Ending access by third-country operators would not just impact a brexit UK it would impact lots of other nations and could trigger retaliatory measures against the EU.
Financial clearing can be done anywhere a central bank is willing to act as guarantor to the trades. For example Euro currency clearing is currently done in non EU nations , the USA, Switzerland, Singapore, etc.
As far as going where the work is the big money is financial markets and the work is where other traders and investors are. That is not going to up and move upon Brexit. Especially as other EU nations have more regulation and higher taxation and have repeatedly considered taxiing each transaction.
What will happen is the ECB euro clearing house will move to Germany due to Brexit and the LSE's Euro trading market will move to Germany if the LSE Deutsche Boerse merger agreed before the referendum goes ahead. That move of the LSE's Euro trading market due to the merger would have taken place even if the UK had voted remain as it was already agreed as part of the merger deal.

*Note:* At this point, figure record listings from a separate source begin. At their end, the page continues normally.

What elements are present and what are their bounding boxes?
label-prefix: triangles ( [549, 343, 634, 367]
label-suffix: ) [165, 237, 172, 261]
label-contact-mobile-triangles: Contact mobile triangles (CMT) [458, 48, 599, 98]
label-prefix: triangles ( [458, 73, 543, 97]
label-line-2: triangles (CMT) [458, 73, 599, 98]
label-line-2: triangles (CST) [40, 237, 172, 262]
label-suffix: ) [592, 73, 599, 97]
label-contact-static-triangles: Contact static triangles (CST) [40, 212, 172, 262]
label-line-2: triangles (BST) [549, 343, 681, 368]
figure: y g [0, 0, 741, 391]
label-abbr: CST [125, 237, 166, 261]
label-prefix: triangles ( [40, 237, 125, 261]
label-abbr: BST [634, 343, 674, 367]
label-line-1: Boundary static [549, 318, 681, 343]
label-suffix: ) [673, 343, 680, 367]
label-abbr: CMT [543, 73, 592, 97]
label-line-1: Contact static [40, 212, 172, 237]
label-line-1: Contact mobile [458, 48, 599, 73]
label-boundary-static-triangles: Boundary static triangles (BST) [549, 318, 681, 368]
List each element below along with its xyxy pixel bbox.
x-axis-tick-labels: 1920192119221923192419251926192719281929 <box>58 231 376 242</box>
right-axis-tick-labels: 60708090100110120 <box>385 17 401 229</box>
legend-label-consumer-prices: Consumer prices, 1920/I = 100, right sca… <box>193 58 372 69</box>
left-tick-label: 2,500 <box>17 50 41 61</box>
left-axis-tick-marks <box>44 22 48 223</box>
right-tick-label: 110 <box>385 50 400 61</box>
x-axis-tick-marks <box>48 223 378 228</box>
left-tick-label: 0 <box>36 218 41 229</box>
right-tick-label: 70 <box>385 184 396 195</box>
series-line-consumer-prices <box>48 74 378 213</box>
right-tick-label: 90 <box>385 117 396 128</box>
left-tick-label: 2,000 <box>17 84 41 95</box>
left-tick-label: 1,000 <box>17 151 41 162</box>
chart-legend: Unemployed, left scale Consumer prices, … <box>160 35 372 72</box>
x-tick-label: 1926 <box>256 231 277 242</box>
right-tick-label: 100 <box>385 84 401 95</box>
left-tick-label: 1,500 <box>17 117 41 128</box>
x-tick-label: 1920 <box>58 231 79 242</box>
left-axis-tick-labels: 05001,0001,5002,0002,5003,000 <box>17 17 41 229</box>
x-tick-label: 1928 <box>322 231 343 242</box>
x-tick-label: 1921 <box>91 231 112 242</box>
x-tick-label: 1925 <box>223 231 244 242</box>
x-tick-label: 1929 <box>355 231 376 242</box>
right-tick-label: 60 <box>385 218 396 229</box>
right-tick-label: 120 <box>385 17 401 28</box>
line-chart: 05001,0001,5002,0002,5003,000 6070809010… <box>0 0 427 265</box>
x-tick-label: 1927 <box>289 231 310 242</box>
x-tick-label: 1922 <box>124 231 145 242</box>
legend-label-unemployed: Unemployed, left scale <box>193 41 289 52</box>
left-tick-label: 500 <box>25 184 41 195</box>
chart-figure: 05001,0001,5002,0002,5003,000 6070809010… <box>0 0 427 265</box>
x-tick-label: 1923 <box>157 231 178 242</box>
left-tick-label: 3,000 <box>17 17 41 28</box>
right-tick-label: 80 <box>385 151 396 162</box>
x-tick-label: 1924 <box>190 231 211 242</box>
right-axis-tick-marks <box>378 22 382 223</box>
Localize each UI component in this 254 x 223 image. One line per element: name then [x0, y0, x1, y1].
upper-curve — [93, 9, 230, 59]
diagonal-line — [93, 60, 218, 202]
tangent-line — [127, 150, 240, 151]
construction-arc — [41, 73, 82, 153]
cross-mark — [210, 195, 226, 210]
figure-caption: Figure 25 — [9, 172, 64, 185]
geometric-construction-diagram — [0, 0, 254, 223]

What will also happen is some financial services provided to EU customers will require some functions currently done in the UK be done in the EU so the companies maintain passporting. This means some banks and financial services companies will need larger EU offices to perform those functions. For example in Insurance Lloyd's of London that before the referendum claimed all London based EU commercial insurance business was at risk of moving to the EU some 48,000 jobs is in reality moving 50 jobs to a office in another EU nation to maintain passporting in the even of no UK EU deal. Banks said by remain supporters to be planning to move to the EU are in reality likewise just planning to move a small number of their London based jobs to maintain passporting not the entire Bank.
There might be a deal on passporting because the EU will want to maintain easy access to money, EU companies raise money in London. Its arguable if the customers or the providers have the upper hand when its the customers seeking money.